JERUSALEM - Prime Minister Benjamin Netanyahu seemed headed for a showdown with hard-core Jewish settlers Wednesday, after his ministers followed his instructions to vote against a draft bill that would have retroactively legalized illegally built settler homes in the West Bank.
The bill was defeated, 69 to 22, in the 120-seat Parliament, paving the way for the removal of five apartment buildings in Ulpana Hill, an extension of the settlement of Beit El, that were built on privately owned Palestinian land. Israel’s Supreme Court has ordered the state to demolish the buildings, home to some 30 families, by July 1.
The highly charged issue had pitted Netanyahu against the more right-wing elements within his government coalition and his own Likud Party, even as he pledged to strengthen other points of Jewish settlement.
In the end, though, after intense discussions with ministers who had expressed support for the bill over the past few days, the prime minister prevailed, avoiding entanglement with the Supreme Court and the international condemnation that the bill would inevitably have stirred.
Netanyahu now plans to relocate the five buildings, possibly by slicing them from their foundations through some feat of engineering and moving them to available land elsewhere in Beit El. In addition, he has promised to build housing for 300 more families in the settlement and cited an opinion by Israel’s attorney general stating that the Ulpana case will in no way serve as a precedent for future cases in the West Bank.
Addressing those he called his “brothers and sisters’’ in the settler movement in a statement broadcast after the vote, Netanyahu said: “I understand your pain. I share it. I met several of the families. I saw the people. I saw the children. And I would like to tell you what I told them. There is no government that supports, or will support, settlement more than my government.’’
This was Netanyahu’s first major move on the settlement issue since he expanded his power by bringing the centrist Kadima Party into his coalition last month, giving his government a mammoth 94-seat majority in the Parliament.
Settlement construction has been an acute source of friction between the Israeli government, the Obama administration and other international powers, and although the rejection of the outpost bill was partly intended to ward off international criticism, Netanyahu’s plans to expand Beit El were not likely to go down well abroad.
Nor were Netanyahu’s promises likely to assuage the settlers’ rage. Hundreds converged on Jerusalem on Wednesday to protest in front of the Supreme Court and the Parliament. Some 50 settlers staged a hunger strike here over the past week, while others arrived after a three-day march from Beit El, about 10 miles north of Jerusalem.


Go through the material and copy each line that includes "para".
##########
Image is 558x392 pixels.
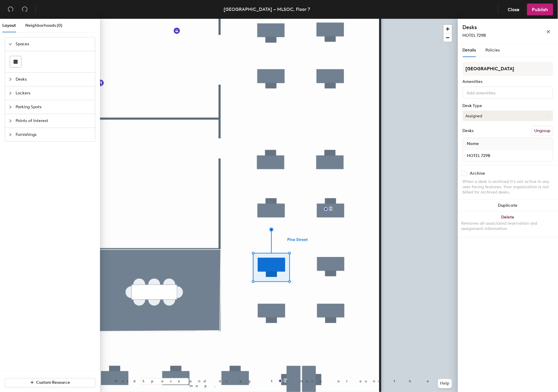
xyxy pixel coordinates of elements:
[463,103,554,109] div: Desk Type
[462,221,554,232] div: Removes all associated reservation and assignment information
[15,101,92,114] span: Parking Spots
[9,133,12,136] span: collapsed
[438,380,452,389] button: Help
[463,33,487,38] span: HOTEL 729B
[463,179,554,195] div: When a desk is archived it's not active in any user-facing features. Your organization is not bil...
[527,4,554,15] button: Publish
[15,114,92,128] span: Points of Interest
[464,152,552,160] input: Unnamed desk
[8,6,14,12] span: undo
[224,6,310,13] div: [GEOGRAPHIC_DATA] – MLSOC, Floor 7
[4,378,95,388] button: Custom Resource
[9,92,12,95] span: collapsed
[463,23,527,31] h4: Desks
[36,380,71,385] span: Custom Resource
[486,47,500,52] span: Policies
[503,4,525,15] button: Close
[533,7,549,12] span: Publish
[4,4,17,15] button: Undo (⌘ + Z)
[532,126,554,136] button: Ungroup
[15,73,92,86] span: Desks
[19,4,31,15] button: Redo (⌘ + ⇧ + Z)
[470,171,485,176] div: Archive
[546,30,551,34] span: close
[15,128,92,141] span: Furnishings
[463,79,554,85] div: Amenities
[458,211,558,238] button: DeleteRemoves all associated reservation and assignment information
[15,87,92,100] span: Lockers
[458,200,558,211] button: Duplicate
[9,78,12,81] span: collapsed
[508,7,520,12] span: Close
[463,111,554,121] button: Assigned
[463,47,476,52] span: Details
[9,119,12,122] span: collapsed
[25,23,63,28] span: Neighborhoods (0)
[9,106,12,109] span: collapsed
[15,37,92,51] span: Spaces
[465,89,519,96] input: Add amenities
[464,138,482,149] span: Name
[9,42,12,46] span: expanded
[463,129,474,133] div: Desks
[2,23,16,28] span: Layout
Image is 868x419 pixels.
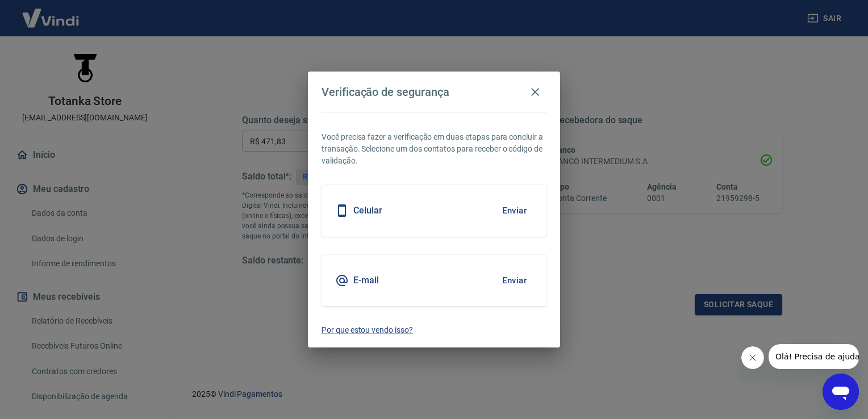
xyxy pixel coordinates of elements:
[321,131,546,167] p: Você precisa fazer a verificação em duas etapas para concluir a transação. Selecione um dos conta...
[496,268,533,293] button: Enviar
[353,205,382,217] h5: Celular
[768,345,859,369] iframe: Mensagem da empresa
[353,275,378,286] h5: E-mail
[496,199,533,222] button: Enviar
[741,346,764,369] iframe: Fechar mensagem
[7,8,95,17] span: Olá! Precisa de ajuda?
[321,85,449,99] h4: Verificação de segurança
[823,374,859,411] iframe: Botão para abrir a janela de mensagens
[321,324,546,336] a: Por que estou vendo isso?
##########
» **SOLUTION TO THE PROBLEM**
[321,131,546,167] p: Você precisa fazer a verificação em duas etapas para concluir a transação. Selecione um dos conta...
[823,374,859,411] iframe: Botão para abrir a janela de mensagens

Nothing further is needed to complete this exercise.